Miller v. Sears

De Haven, J.

This is an action to recover the possession of certain described instruments consisting of a note, mortgage, and two deeds, each signed by the plaintiff, and alleged to have been deposited with the defendants.

The plaintiff was nonsuited, and the question before us is, whether the testimony of plaintiff was such as to show that the documents in controversy were delivered by him to defendants in escrow, as claimed by them.

We think the fair import of the testimony is to the effect that plaintiff had made an agreement, subject to further consideration as to title, with one Stimson and a Mrs. Buttner, for the purchase of certain property from them, and the sale by him of certain lots to them, and as part of this transaction the note, mortgage, and deeds of plaintiff, and the deed of Stimson and Mrs. Buttner for plaintiff, were signed and left with defendants, to be delivered “ when everything was all right and perfected." Upon this point the plaintiff testified: “I said to Mr. Sears: You take these papers, and when everything is all right and perfected, you give these papers to me, and *284these others to him. • That was the agreement..... The transaction was not completed on that day, because we had no abstract of title at the time; we knew nothing about the titles, and we had to leave that to after consideration. If it had been perfect, of course we should have handed over the papers.” Upon this state of facts, it cannot be held that plaintiff’s papers were delivered to the defendants as an escrow. There was no contract of sale concluded between the plaintiff and the other parties to the negotiation, as the question of title remained to be settled to the satisfaction of the contracting parties. This fact alone is fatal to the contention of respondents that they held the documents in controversy as an escrow. The law upon this point is very clearly stated by Mr. Justice Rhodes, in delivering the opinion of this court in Fitch v. Bunch, 80 Cal. 209, as follows: “An escrow differs from a deed in one particular only, and that is, the delivery. Not only must there be sufficient parties, a proper subject-matter, and a consideration, but the parties must have actually contracted.....The actual contract of sale on the one side, and of purchase on the other, is as essential to constitute the instrument an escrow as that it be executed by the grantor; and until both parties have definitely assented to the contract, the instrument executed by the proposed grantor, though in form a deed, is neither a deed nor an escrow; and it makes no difference whether the instrument remains in the possession of the nominal grantor or is placed in the hands of a third party, pending the proposals for the sale or purchase.”

But in addition to this, we do not think that it can be held, upon the facts above stated, that the defendants were given the right to deliver these papers without further direction from the plaintiff. The delivery was not absolute and beyond the control of the plaintiff. There was to be no delivery to the other parties until “everything was all right and perfected,” and as there is nothing in the evidence to indicate that this matter was to be determined except by the future agreement of the *285parties themselves, it follows that defendants held the documents in controversy as mere depositaries subject to the future direction of the plaintiff, and were not authorized to do anything with them until notified by plaintiff that he was satisfied with the title he was to receive. For this- reason, also, it must be held that the evidence does not show a delivery of these instruments in escrow. (James v. Vanderheyden, 1 Paige, 386.)

It follows from the foregoing views that the court erred in granting the motion for nonsuit.

Judgment and order reversed.

McFarland, J., and Beatty, C. J., concurred.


EXERCISE GOAL
The reply should consist solely of the lines from the one with "Identify the location" through the final line of the listing, copied exactly, with no pictures.

PROVIDED DATA
--- START ---

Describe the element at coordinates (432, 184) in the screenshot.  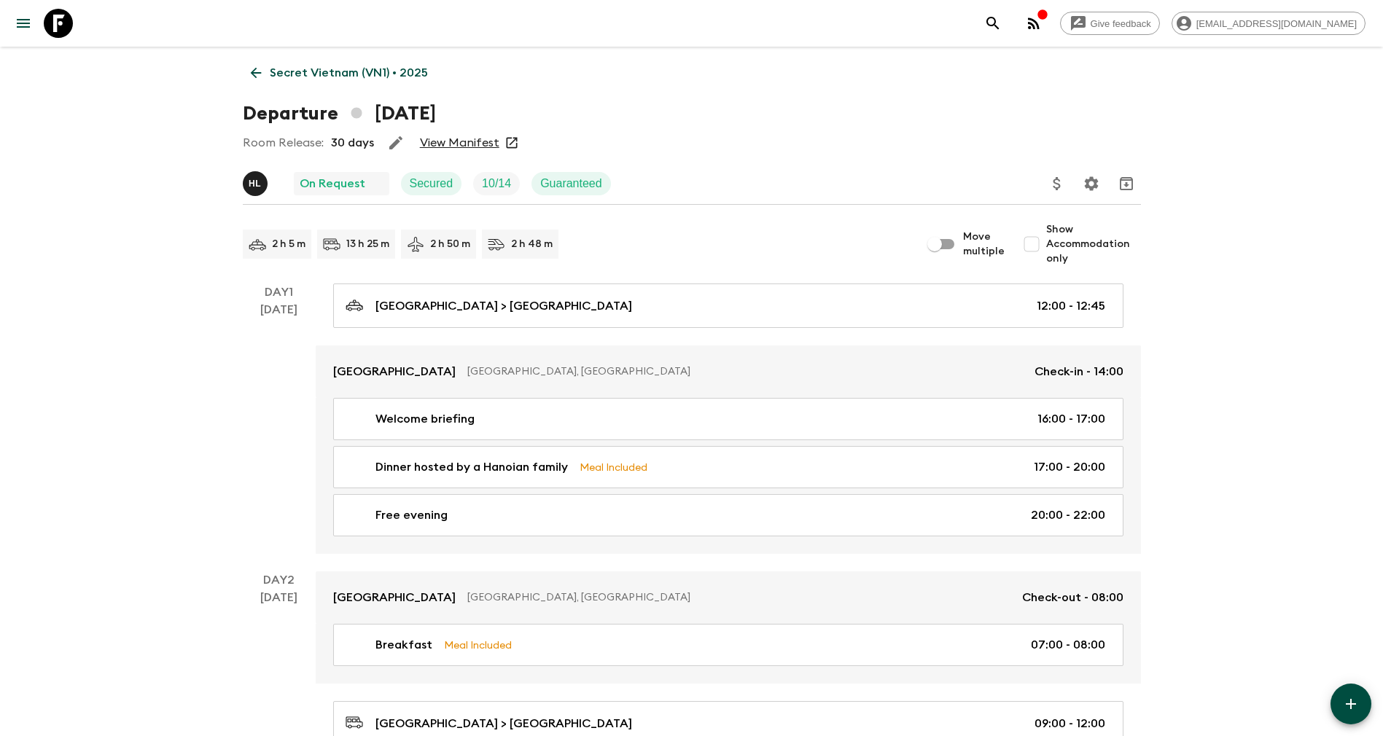
I see `div: Secured` at that location.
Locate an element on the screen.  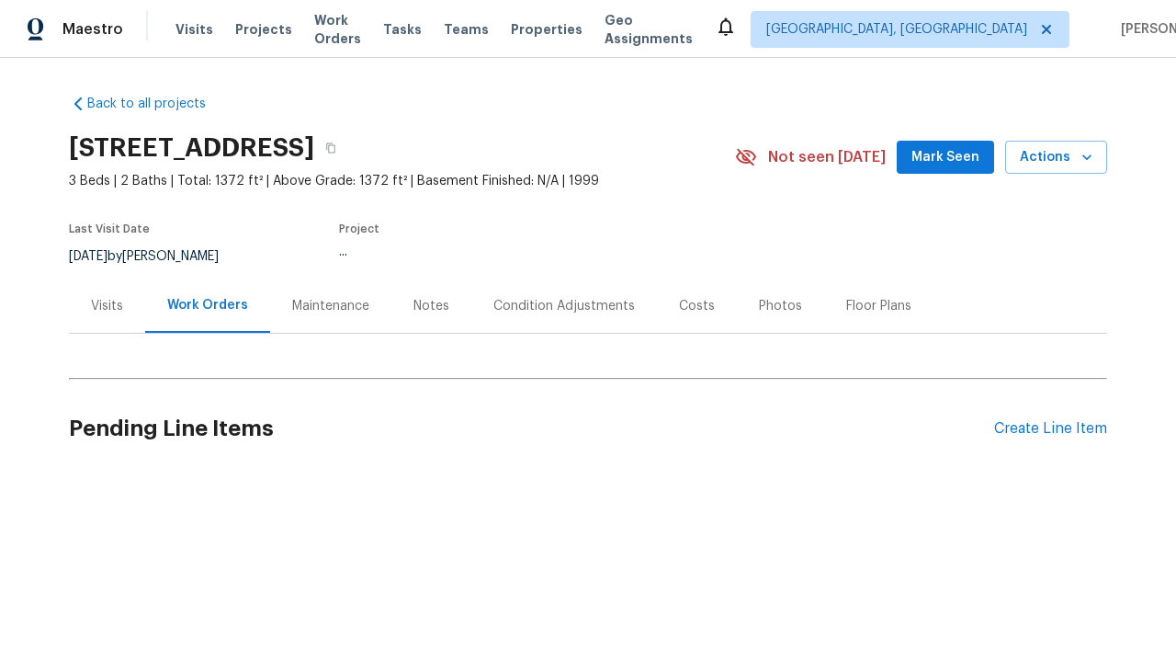
div: Floor Plans is located at coordinates (878, 306).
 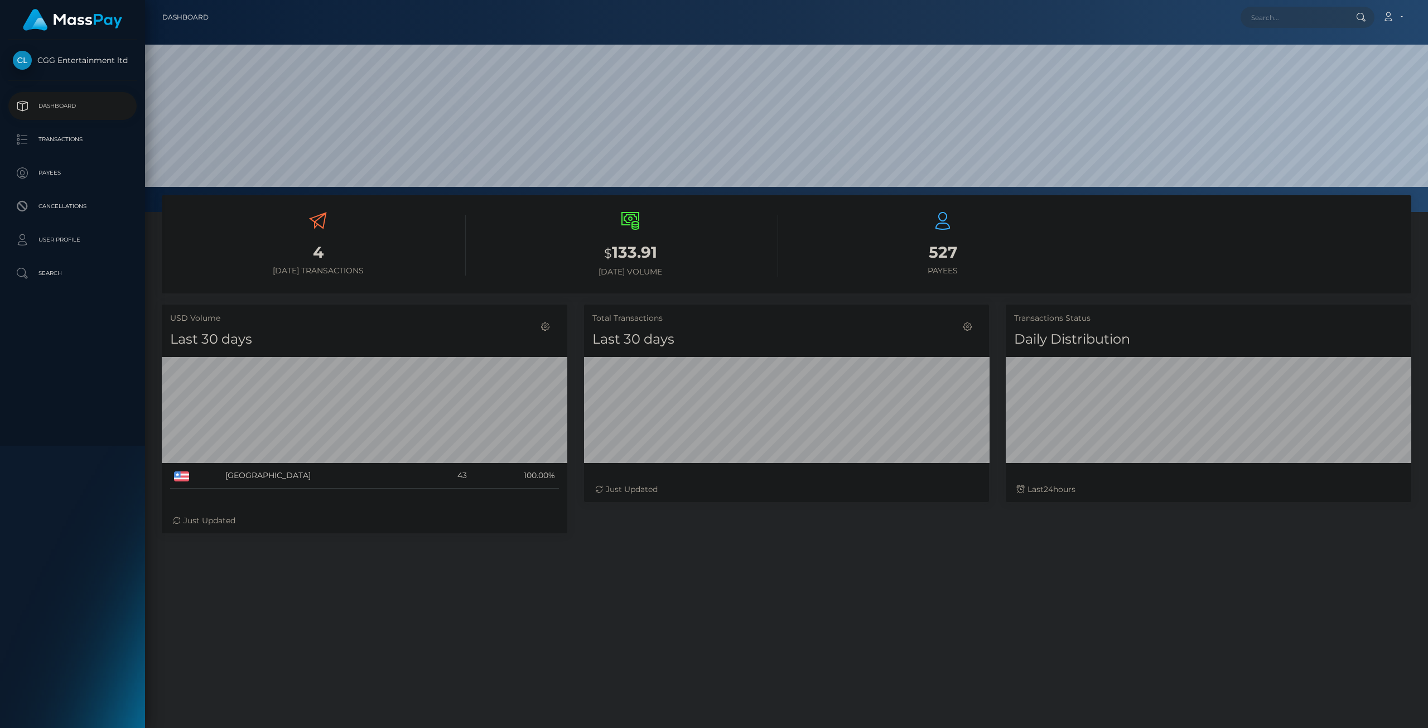 I want to click on img: US.png, so click(x=181, y=476).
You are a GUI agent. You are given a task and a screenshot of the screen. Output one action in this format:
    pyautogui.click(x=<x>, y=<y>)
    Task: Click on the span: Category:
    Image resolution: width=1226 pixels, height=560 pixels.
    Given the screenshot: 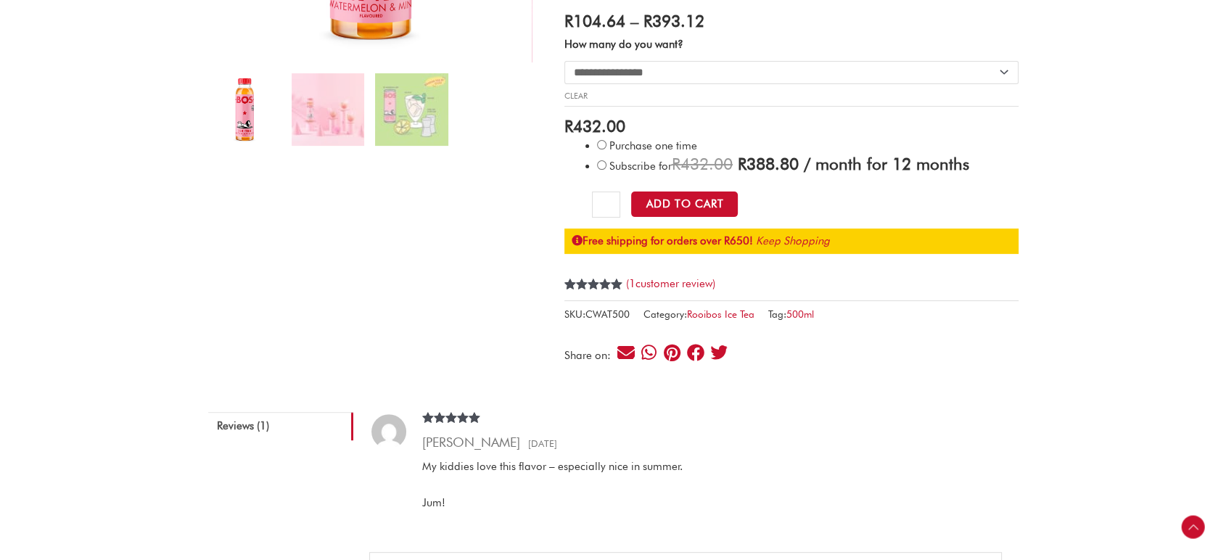 What is the action you would take?
    pyautogui.click(x=699, y=314)
    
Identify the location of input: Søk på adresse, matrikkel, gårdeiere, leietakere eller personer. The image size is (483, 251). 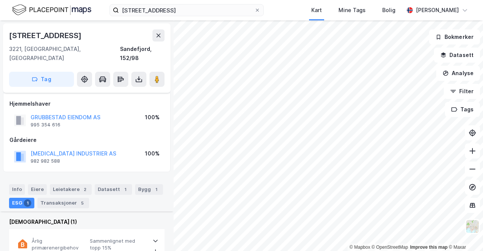
(186, 10).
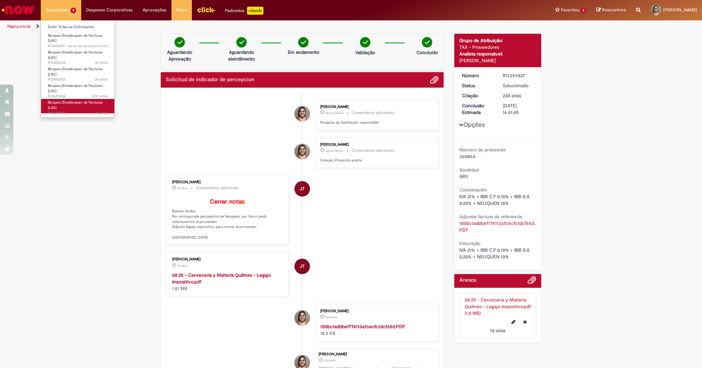 The image size is (702, 368). I want to click on img: ServiceNow, so click(18, 10).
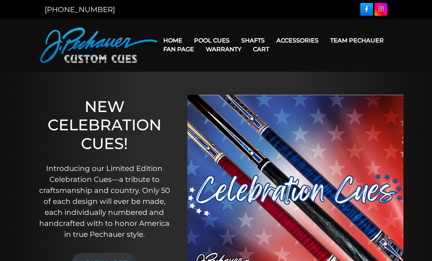  I want to click on a: Home, so click(173, 40).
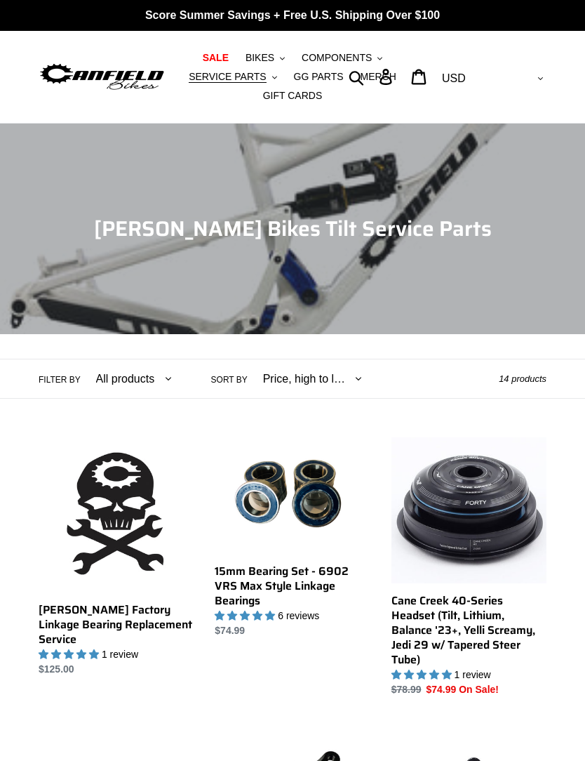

--- END ---

FINISHED EXERCISE
Identify the location of input: Søk på adresse, matrikkel, gårdeiere, leietakere eller personer. The image size is (483, 251). 
(186, 10).
 The image size is (702, 368). I want to click on img: ServiceNow, so click(18, 10).
  I want to click on a: Home, so click(173, 40).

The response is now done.